### Problem requirements
Out of the material that follows, write out exactly the lines from the line with "Find the location" to the line with "Locate an element", both ends included, and no others.

### Data supplied
------------

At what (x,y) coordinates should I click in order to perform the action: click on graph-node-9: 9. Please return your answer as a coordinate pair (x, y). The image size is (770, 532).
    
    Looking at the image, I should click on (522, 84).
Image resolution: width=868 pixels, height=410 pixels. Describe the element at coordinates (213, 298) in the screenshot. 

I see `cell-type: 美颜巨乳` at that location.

------------

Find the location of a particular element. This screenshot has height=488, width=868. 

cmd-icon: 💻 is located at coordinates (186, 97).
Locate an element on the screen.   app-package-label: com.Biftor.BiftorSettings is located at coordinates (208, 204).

------------

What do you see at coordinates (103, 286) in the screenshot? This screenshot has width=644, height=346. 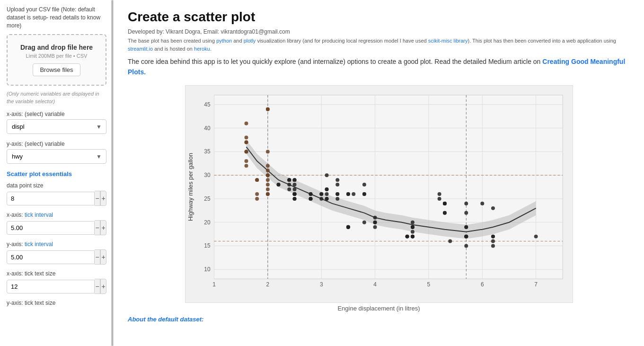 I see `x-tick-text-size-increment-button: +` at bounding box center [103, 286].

------------

### Task answer
Find the location of a particular element. This screenshot has height=488, width=868. 

cmd-icon: 💻 is located at coordinates (186, 97).
Locate an element on the screen.   app-package-label: com.Biftor.BiftorSettings is located at coordinates (208, 204).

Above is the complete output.